*Dr. Rodolfo John Ortiz Teope, PhD, EdD, DM
I remember exactly how I felt when I watched the video of Kara David. It was her birthday. There was a cake, candles, and the familiar softness of a moment meant for gratitude and quiet joy. Then she made her wish—death to all plunderers. I did not flinch. I did not argue. I did not rush to judge. I simply sat there, silent, letting the words sink in.
Because I understood where they came from.
There is a weariness in this country that does not go away when the day ends. It lives in flooded streets and unfinished classrooms, in hospitals where families wait longer than they should, and in communities that have learned to expect disappointment as part of daily life. It is the fatigue of watching corruption repeat itself while justice crawls forward, slow and uncertain. Sometimes that weariness spills into places it does not belong—into prayers, into birthdays, into wishes that were once hopeful. What Kara said did not sound like hatred to me. It sounded like someone who had waited too long.
And yet, as human as that moment was, something inside me tightened.
I have learned—slowly, painfully—that wishing death, even on those who have done great harm, carries a cost. Death is the easiest escape a plunderer could ever have. It is not justice. It is quiet. When someone dies, cases are left unfinished, investigations stop mid-sentence, and courtrooms fall silent. Stolen wealth remains hidden, sometimes enjoyed by others who never had to answer for it.
I have seen how death closes mouths that should have confessed. How it ends hearings that were supposed to reveal the truth. Accountability requires the living. Justice needs someone who can stand, answer, return what was stolen, and be judged. A courtroom—long, public, humiliating—is far more painful than a grave.
To wish death, I realized, is sometimes to wish escape.
There were moments in my own life when I heard news about people who had insulted me, harmed me, or committed crimes against me. I will admit this quietly: for a brief second, I felt relief. Even happiness. Not because someone died, but because it felt as if the universe had finally spoken. As if karma had not forgotten.
But that feeling never stayed.
Almost immediately, grief followed. Because death never arrives alone. It leaves behind children who will grow up with unanswered questions, spouses who will sleep beside absence, parents who will carry a pain they never deserved. In those moments, my heart felt divided—relieved because it seemed like justice, broken because it was still a life that ended.
That was when I became clear with myself. I never wished them dead. Not once. Not even in anger. I let time, the law, and whatever force governs balance in this world do their work. Because I have seen how what we release into the world often finds its way back to us—not always as death, but as restlessness, bitterness, and a quiet erosion of mercy.
Hatred changes us first. It teaches the heart that destruction is an acceptable answer. Slowly, without noticing, sleep becomes lighter, joy becomes conditional, and compassion dries up. We begin to resemble the very darkness we say we oppose.
After Kara David’s birthday wish, the news seemed to grow heavier. Reports followed of political figures dying—names that people quickly linked to flood-control projects and corruption. On social media, comments appeared saying, “This must be the wish coming true.” And that, more than anything, made me sad.
Not because I believe a wish causes death, but because of how easily we begin to equate death with justice. Whether coincidence or not, the question that haunted me was this: what happens to a society when it starts seeing endings as solutions? When death becomes something quietly celebrated, something essential in us has already begun to disappear.
So I found myself wishing for something harder.
I wished for plunderers to live. To live long enough to face courtrooms and verdicts. To live long enough to see stolen wealth returned and used properly—for schools, for roads, for families who never benefited from corruption. I have seen how hope returns when justice is visible—when those who once seemed untouchable grow old behind bars and the money they stole finds its way back to the people.
In those moments, light appears. Slowly. Carefully. But it appears.
Restraint, I have learned, is not weakness. It is a quiet, bleeding form of courage. It is holding your hand steady when anger urges you to strike. It is swallowing a scream so that your soul does not become another casualty. Sometimes, the bravest wish is not for someone to disappear, but for them to stay—to stand trembling before truth, to answer publicly, to carry the full weight of what they have done.
And so I return, gently, to Kara David’s birthday wish. Not to judge it. Not to argue against it. But to understand it. It was not hatred. It was exhaustion—the exhaustion of a citizen, of a nation tired of waiting for justice.
But in the middle of that exhaustion, I choose the harder wish.
Not the wish for plunderers to die a natural death, or by accident or suicide, but the wish for them to live. To live long enough to face justice and be jailed for the rest of their lives, suffering and rotting in prison. To return what was stolen. To remind all of us that crime—no matter how long it hides, how powerful it becomes, or how wealthy it grows—always has an end.
Because death is a closed door, quiet and unforgiving.
But justice is a wound that remembers—it aches, it speaks, and it refuses to fade.
And I want this country to keep remembering, even through tears, because the day we forget is the day we finally lose ourselves.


WHAT IS EXPECTED - Look through the records and copy each line with the string "subject" in it.

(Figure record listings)
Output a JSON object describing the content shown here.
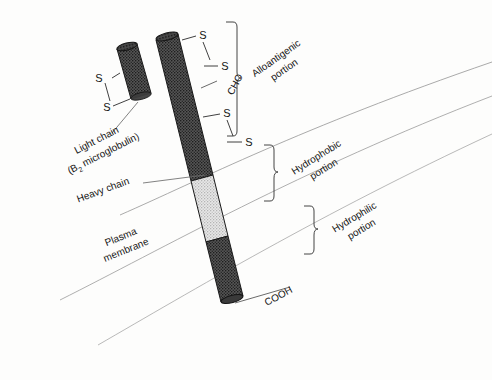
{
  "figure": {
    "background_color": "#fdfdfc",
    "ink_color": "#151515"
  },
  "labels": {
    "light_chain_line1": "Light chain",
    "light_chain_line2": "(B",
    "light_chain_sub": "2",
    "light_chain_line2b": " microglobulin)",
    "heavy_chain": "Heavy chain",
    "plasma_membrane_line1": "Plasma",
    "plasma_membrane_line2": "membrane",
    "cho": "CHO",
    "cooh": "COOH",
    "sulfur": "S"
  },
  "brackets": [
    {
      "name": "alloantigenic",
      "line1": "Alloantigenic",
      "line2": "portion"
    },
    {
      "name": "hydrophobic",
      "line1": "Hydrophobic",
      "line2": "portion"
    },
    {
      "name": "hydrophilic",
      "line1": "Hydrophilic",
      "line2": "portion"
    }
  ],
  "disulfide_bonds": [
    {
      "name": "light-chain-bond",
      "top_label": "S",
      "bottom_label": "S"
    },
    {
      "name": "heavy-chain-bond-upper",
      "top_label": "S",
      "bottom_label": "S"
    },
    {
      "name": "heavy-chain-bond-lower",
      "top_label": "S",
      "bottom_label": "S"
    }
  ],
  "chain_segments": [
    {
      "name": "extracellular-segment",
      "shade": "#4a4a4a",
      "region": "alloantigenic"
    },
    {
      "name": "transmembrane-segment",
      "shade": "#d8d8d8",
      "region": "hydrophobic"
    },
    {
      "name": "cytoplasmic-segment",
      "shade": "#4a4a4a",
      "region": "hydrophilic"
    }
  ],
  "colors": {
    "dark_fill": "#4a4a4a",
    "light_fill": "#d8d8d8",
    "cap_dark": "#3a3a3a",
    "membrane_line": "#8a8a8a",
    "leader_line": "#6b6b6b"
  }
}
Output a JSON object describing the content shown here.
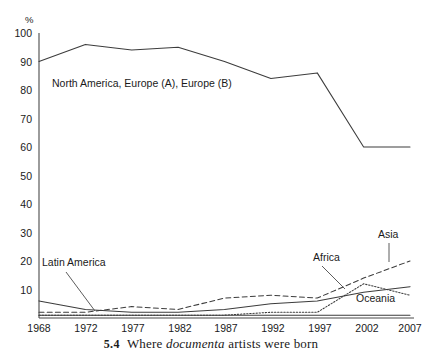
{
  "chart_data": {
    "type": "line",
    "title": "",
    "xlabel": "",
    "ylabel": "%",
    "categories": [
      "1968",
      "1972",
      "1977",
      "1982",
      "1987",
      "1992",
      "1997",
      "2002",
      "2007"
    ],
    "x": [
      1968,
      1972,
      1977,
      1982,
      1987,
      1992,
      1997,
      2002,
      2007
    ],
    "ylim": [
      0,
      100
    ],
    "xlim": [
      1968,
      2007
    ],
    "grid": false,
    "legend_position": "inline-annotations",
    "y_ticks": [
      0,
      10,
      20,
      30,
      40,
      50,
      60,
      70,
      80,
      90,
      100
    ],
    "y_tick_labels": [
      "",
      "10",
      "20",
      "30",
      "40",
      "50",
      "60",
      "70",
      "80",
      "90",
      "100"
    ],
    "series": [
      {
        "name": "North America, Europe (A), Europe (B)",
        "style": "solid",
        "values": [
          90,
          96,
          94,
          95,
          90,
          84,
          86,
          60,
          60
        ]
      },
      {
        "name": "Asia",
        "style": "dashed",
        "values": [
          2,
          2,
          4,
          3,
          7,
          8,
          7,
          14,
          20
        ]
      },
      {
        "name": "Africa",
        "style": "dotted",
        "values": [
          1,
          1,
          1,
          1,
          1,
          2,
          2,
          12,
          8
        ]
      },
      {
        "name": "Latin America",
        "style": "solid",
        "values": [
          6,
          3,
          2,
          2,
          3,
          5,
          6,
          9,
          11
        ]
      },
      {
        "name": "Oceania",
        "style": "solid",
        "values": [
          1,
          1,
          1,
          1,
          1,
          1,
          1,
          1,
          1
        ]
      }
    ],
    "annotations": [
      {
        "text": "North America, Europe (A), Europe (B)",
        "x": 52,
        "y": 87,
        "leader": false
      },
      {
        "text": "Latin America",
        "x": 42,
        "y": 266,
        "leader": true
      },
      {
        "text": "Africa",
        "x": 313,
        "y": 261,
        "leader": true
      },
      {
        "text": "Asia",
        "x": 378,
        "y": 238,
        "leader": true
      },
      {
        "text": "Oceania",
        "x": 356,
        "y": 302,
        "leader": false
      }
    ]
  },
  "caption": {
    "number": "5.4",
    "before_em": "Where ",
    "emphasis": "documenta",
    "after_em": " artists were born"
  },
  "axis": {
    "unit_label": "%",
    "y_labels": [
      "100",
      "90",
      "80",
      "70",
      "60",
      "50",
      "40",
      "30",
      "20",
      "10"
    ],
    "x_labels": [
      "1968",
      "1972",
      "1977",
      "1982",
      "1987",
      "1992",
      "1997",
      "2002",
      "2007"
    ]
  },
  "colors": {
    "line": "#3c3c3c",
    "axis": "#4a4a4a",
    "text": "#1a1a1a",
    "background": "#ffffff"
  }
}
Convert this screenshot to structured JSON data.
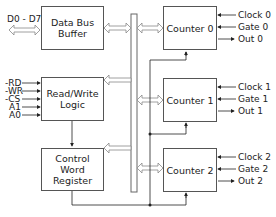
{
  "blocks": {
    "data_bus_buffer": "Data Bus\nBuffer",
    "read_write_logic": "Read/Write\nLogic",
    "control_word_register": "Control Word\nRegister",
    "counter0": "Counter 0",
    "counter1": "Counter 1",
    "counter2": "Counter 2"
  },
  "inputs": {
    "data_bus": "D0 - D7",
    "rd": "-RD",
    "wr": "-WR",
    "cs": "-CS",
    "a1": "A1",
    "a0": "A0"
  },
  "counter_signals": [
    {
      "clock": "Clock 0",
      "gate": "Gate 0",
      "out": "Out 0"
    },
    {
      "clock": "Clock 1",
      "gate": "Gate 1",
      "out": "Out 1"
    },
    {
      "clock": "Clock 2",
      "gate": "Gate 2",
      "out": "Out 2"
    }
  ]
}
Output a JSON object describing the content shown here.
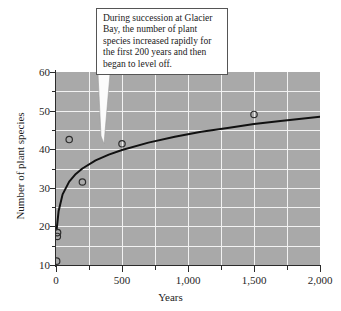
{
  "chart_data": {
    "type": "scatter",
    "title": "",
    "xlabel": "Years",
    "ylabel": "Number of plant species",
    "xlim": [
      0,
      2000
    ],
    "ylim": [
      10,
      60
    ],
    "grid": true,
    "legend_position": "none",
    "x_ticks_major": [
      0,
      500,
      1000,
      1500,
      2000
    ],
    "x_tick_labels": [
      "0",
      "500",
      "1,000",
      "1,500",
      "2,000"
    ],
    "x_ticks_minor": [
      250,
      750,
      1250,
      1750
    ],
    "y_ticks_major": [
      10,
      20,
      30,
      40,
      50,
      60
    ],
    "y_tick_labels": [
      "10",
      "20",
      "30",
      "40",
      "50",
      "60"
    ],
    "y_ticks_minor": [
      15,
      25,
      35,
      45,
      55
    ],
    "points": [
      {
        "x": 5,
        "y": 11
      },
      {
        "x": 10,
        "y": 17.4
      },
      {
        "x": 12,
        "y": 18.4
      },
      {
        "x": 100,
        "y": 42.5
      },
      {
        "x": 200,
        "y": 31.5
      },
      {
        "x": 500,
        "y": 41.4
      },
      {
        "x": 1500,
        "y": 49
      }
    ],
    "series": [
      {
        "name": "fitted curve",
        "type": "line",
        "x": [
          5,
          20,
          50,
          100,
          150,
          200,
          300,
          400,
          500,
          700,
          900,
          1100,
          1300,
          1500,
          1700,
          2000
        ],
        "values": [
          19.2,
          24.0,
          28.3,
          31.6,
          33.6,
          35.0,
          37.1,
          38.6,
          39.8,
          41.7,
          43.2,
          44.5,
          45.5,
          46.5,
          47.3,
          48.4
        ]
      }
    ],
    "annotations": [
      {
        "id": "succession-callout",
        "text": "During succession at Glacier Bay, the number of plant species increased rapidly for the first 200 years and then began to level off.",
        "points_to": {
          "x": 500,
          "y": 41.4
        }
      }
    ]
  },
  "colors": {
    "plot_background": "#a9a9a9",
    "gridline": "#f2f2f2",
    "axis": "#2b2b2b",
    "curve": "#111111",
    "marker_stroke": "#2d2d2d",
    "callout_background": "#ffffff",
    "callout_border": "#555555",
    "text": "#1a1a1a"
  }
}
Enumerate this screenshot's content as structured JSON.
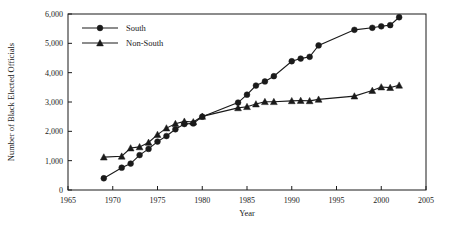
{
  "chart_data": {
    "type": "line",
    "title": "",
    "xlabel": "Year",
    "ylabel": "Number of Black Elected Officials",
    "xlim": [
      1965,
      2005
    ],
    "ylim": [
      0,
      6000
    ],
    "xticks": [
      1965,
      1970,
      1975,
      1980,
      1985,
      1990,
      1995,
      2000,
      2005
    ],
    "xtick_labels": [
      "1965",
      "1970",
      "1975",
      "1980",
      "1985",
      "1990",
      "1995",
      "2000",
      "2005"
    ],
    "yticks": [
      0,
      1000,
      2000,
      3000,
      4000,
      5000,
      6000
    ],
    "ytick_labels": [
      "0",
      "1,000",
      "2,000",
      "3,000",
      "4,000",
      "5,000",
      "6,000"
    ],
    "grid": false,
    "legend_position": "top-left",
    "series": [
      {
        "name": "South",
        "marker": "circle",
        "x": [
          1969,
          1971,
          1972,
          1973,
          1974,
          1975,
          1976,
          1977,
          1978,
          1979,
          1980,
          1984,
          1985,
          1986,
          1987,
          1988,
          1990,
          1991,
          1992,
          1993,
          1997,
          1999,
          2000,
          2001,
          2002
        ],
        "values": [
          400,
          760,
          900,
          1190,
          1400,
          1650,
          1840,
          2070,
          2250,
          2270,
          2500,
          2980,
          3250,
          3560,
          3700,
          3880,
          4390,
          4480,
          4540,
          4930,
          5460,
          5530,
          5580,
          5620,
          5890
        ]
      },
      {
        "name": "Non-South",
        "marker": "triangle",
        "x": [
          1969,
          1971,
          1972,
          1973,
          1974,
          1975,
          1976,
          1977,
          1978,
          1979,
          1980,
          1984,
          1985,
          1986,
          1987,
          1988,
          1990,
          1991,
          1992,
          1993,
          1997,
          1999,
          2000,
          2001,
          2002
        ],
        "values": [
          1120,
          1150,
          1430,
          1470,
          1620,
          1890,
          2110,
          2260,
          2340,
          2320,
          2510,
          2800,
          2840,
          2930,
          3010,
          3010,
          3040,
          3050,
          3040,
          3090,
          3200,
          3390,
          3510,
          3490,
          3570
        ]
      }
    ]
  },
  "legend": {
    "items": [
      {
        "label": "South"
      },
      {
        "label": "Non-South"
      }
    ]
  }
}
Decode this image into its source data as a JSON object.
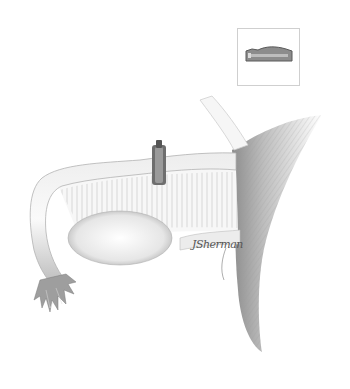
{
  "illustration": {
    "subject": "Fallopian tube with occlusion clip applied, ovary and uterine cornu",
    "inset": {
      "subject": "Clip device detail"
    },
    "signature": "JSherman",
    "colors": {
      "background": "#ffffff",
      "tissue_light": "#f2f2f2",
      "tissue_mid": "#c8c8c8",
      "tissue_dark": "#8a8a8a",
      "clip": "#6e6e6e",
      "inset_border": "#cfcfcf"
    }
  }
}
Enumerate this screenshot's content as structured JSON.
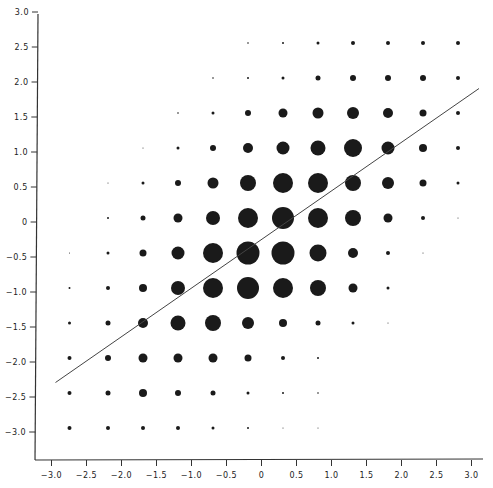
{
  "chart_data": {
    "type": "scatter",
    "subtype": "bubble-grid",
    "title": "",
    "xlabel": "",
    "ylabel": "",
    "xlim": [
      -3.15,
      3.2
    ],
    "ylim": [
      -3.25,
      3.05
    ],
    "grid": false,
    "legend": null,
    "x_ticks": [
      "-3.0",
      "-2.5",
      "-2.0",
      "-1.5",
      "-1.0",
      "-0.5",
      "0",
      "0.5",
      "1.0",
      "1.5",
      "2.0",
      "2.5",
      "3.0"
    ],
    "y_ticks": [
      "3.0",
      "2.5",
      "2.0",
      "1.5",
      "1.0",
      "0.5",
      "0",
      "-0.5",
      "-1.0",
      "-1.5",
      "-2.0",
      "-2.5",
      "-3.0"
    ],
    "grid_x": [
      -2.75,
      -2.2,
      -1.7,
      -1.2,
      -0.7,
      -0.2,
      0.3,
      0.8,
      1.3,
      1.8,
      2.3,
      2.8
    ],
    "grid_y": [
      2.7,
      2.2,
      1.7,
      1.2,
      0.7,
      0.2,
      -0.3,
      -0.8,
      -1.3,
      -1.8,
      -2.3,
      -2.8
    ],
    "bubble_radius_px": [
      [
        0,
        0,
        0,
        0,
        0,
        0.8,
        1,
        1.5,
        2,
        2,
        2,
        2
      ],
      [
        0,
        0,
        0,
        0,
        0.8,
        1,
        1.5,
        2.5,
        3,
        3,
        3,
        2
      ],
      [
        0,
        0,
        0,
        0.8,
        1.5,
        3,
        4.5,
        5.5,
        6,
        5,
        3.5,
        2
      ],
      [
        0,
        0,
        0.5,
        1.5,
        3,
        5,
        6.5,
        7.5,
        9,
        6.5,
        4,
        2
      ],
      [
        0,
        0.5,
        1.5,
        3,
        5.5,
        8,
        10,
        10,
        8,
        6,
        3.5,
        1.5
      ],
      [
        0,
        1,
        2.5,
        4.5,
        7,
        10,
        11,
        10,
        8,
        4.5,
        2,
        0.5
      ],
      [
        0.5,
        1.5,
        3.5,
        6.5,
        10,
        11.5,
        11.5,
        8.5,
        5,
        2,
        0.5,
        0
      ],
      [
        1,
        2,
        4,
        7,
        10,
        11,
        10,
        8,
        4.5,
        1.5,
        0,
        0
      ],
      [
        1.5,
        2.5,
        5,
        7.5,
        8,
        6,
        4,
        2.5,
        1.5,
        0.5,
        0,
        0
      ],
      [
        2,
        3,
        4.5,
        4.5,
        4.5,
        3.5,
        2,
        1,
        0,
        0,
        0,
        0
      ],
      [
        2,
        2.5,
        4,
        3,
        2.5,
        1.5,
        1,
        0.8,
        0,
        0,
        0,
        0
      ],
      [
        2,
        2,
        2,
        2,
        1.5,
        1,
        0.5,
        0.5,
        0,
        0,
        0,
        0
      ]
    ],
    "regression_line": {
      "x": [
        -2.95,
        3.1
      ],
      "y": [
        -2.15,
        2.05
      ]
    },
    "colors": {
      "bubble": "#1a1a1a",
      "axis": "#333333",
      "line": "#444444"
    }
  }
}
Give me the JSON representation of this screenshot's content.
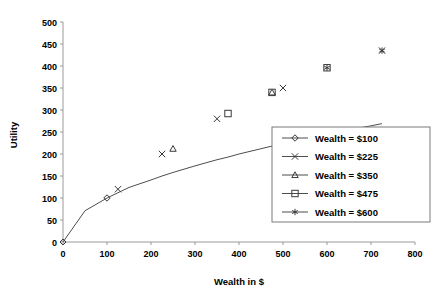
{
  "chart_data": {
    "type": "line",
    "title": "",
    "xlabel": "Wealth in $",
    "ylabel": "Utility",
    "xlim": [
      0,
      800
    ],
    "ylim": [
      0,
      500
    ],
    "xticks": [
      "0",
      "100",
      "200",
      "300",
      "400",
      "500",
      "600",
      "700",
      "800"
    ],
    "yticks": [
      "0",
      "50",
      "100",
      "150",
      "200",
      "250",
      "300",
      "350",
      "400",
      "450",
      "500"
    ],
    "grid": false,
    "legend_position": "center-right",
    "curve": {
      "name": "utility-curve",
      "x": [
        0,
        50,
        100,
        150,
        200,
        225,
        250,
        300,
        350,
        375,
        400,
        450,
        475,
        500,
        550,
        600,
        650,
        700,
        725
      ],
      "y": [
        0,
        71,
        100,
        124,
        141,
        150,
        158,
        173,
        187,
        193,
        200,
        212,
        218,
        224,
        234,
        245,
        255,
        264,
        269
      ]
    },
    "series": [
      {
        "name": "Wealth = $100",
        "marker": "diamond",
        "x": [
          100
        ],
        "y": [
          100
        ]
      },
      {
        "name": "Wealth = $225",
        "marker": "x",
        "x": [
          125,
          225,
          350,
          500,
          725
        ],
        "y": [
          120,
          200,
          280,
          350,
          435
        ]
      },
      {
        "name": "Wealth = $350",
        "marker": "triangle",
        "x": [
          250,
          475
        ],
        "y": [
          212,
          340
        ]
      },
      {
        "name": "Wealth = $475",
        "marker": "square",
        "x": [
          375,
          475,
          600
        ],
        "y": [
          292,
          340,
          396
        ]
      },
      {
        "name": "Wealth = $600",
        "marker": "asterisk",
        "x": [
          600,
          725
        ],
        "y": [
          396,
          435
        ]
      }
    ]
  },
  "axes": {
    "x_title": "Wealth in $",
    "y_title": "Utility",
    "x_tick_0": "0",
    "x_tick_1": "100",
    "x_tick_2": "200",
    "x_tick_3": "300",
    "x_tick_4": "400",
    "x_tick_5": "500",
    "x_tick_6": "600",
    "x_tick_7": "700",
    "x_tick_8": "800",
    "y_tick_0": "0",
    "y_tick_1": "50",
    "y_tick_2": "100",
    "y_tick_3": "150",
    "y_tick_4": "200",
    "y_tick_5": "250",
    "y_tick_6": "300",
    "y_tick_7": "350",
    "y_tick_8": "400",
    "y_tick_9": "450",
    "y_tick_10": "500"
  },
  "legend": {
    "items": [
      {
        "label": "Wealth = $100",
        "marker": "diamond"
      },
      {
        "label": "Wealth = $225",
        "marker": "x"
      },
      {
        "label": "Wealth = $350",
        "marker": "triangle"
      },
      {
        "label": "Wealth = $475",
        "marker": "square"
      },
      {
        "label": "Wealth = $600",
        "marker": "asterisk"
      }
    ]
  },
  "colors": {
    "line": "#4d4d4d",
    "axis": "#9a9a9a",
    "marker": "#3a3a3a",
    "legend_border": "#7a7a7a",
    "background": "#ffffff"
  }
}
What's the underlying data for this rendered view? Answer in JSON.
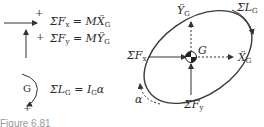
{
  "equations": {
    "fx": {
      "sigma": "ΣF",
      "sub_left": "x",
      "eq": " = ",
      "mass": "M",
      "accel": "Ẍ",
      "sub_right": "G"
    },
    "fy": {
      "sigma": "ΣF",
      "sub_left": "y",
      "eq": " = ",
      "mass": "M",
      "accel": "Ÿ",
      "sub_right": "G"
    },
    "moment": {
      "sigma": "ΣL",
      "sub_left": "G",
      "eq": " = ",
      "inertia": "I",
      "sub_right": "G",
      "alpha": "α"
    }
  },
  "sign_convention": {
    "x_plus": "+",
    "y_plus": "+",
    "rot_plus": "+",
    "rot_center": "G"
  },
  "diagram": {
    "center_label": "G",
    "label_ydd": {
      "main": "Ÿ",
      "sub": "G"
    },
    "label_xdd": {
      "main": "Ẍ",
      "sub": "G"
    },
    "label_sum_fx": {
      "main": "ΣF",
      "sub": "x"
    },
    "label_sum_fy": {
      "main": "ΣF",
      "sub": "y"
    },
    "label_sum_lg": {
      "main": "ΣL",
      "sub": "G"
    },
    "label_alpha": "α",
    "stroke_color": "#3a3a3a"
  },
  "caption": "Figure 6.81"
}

EXERCISE RESPONSE -
    "subject": "Fallopian tube with occlusion clip applied, ovary and uterine cornu",
      "subject": "Clip device detail"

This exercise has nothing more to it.